Social distancing – Week 3: “Stay at Home” & [The Art Happens Here] by Annka Kultys Gallery

screenshot of Surface Collider (23032020) by James Irwin. available at AKG - the art happens here - week 1
screenshot of Surface Collider (23032020), 2020, by James Irwin. Featured in week 1 of “Stay at Home” at AKG

At the beginning of April, Annka Kultys Gallery – a commercial gallery based in East London founded by Annka Kultys in 2015 which represents artists working in the digital sphere – launched a new online platform, [The Art Happens Here]. The platform will showcase “Stay at Home”, a new exhibition of digital art made in response to the Coronavirus pandemic. As with many other galleries, soon after the lockdown announcement in  March, AKG switched its exhibition programme to a digital viewing room. However, [The Art Happens Here]  is an online project on its own which extends beyond the existing gallery programme. The new platform opens up, as written in AKG newsletter, to “online projects of any artist interested in the internet as place of production and distribution.”

 [The art happens here] is an important development in the gallery’s evolution, one that not insignificantly mirrors the evolution of artists’ practices and indeed art itself.

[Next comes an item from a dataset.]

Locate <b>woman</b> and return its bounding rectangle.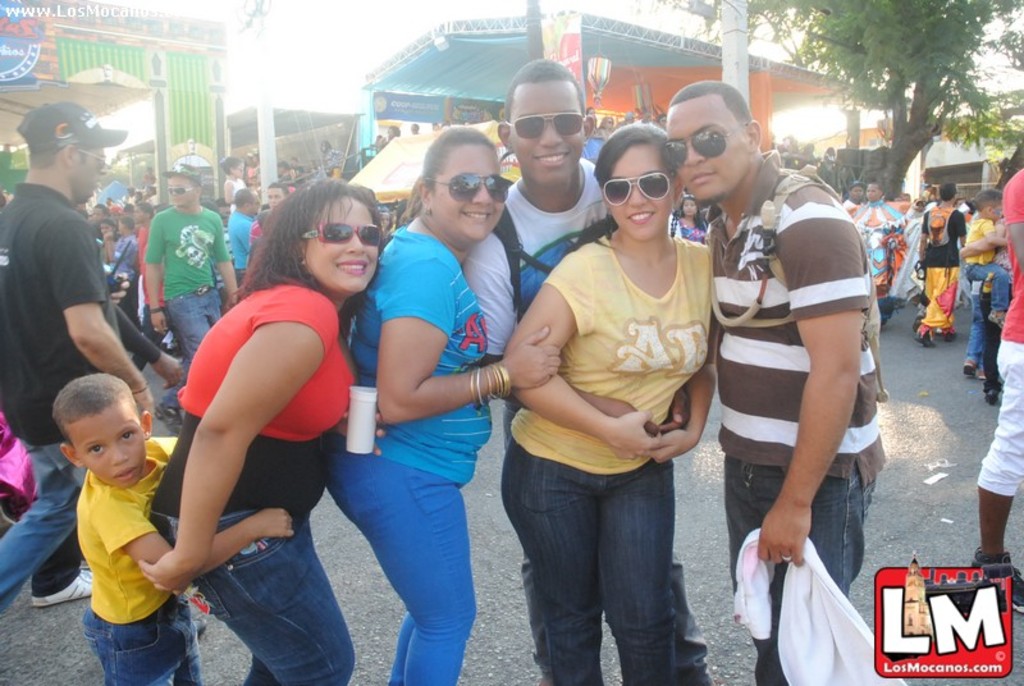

Every Sunday during the lockdown, “Stay at Home” showcases a new artist who investigates the pandemic situation. The artists are selected through an open call, and the exhibition is free and open to everyone (you can access through [The Art Happens Here]). Over the weeks, new posts are added so that, through solo presentations, “Stay at Home” becomes a group show. The idea is not new to AKG. In fact, presenting collective exhibitions through one-week solo shows is a familiar format to Annka Kultys who, the past winter, opened “Cacotopia 04” (11th Jan – 15th Feb 2020), the fourth edition of the gallery’s annual survey of leading emerging artists in the contemporary art space. Like “Stay at Home”, also “Cacotopia” four editions are group exhibitions presented in the format of solo shows allocated to a single artist every week.

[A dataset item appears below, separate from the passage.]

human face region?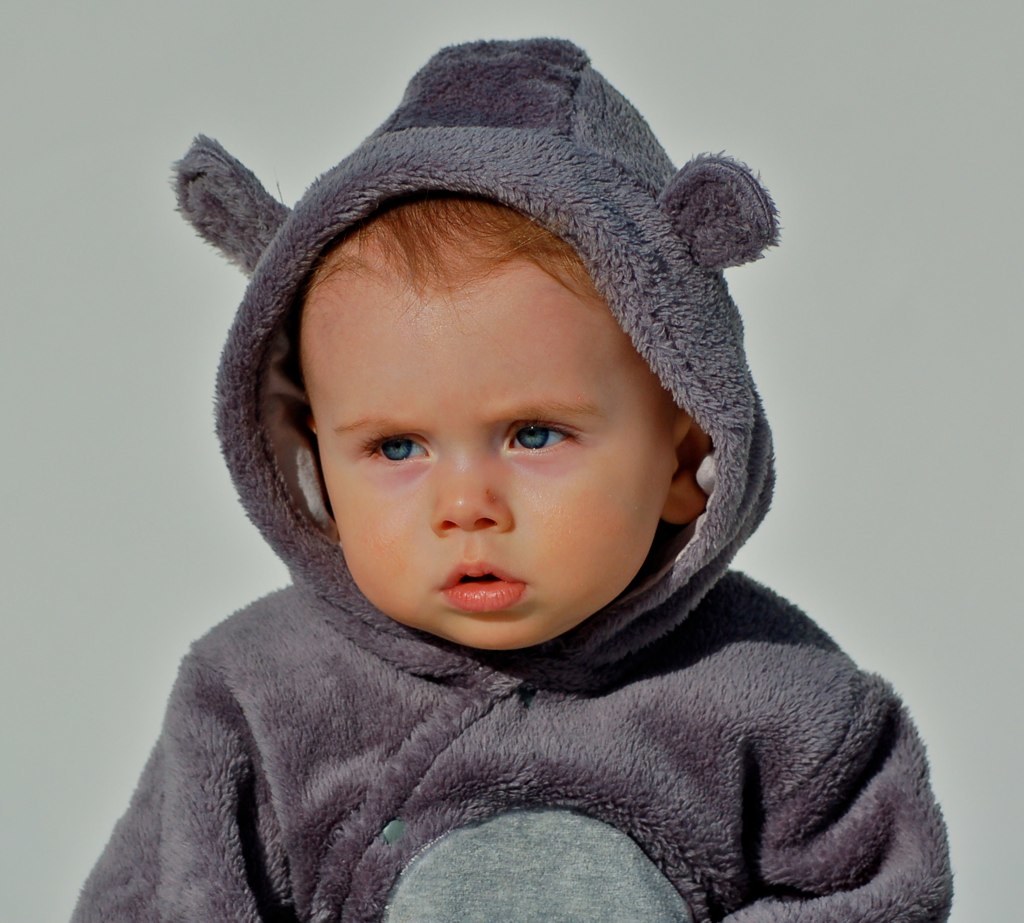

week 3 AKG instagram story 1 of 2 - OPEN CALL
week 3 AKG Instagram story 1 of 2 – Open Call

Whereas the two projects are similar, they are not identical. In fact, “Cacotopia” lasts four weeks and consequently showcases four artists only. While “Stay at Home” will present a new artist each week the lockdown goes on. Hopefully, these will be just a handful of weeks, but as we can see from other countries, the lockdown could last 10 weeks or more (i.e., Italy is in its 7th week and the lockdown has just been extended for another month. Now planned to end early May 2020). Therefore, by continuing over time and presenting more artists, there is potential that “Stay at Home” will become a much bigger and more articulated project than its older brother “Cacotopia” and could even serve as new digital art database.

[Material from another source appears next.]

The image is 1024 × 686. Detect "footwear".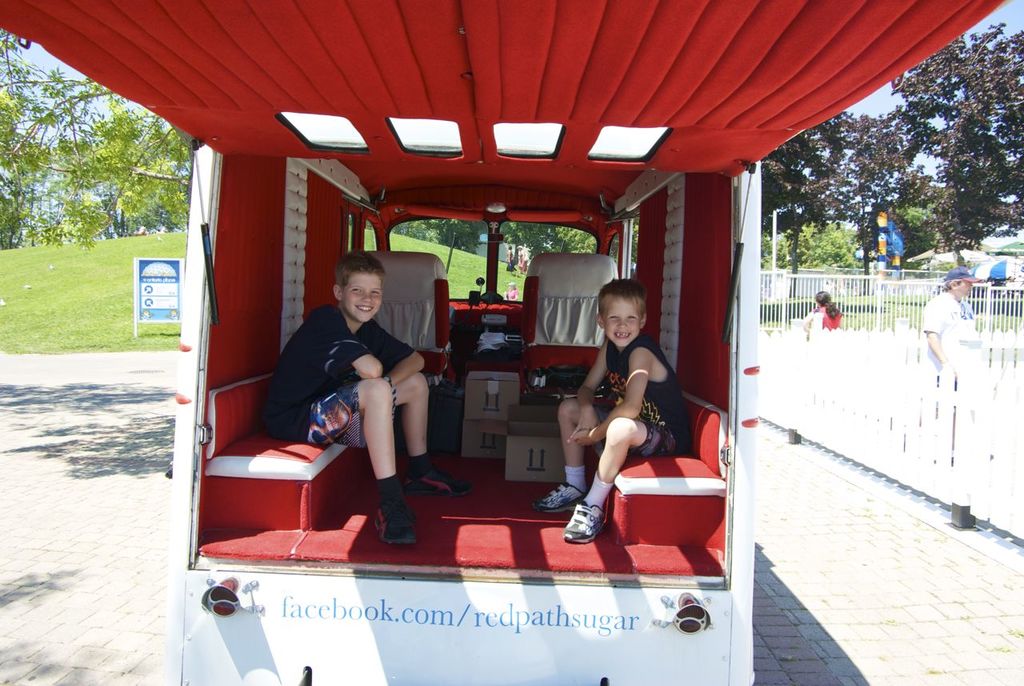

screenshot of Social Disstancing Portraits, 2020, by Adad Hannah. available at AKG - the art happens here - week 2
screenshot of Social Distancing Portraits, 2020, by Adad Hannah. features in week 2 of “Stay at Home” at AKG

On one side, the group exhibition format of single-artist-presentations allows “Stay at Home” to be identified as a creature of Annka Kultys Gallery progressively establishing the gallery signature. On the other side, the gallery is not only doing a great act of gallantry by giving a chance to ‘any’ artist to be exhibited by a commercial gallery but also providing a platform, namely [The Art Happens Here], where art made during the quarantine can be seen by the people.

Ah! and if this is not enough, all the gallery benefits of the sold works will be donated for Coronavirus research!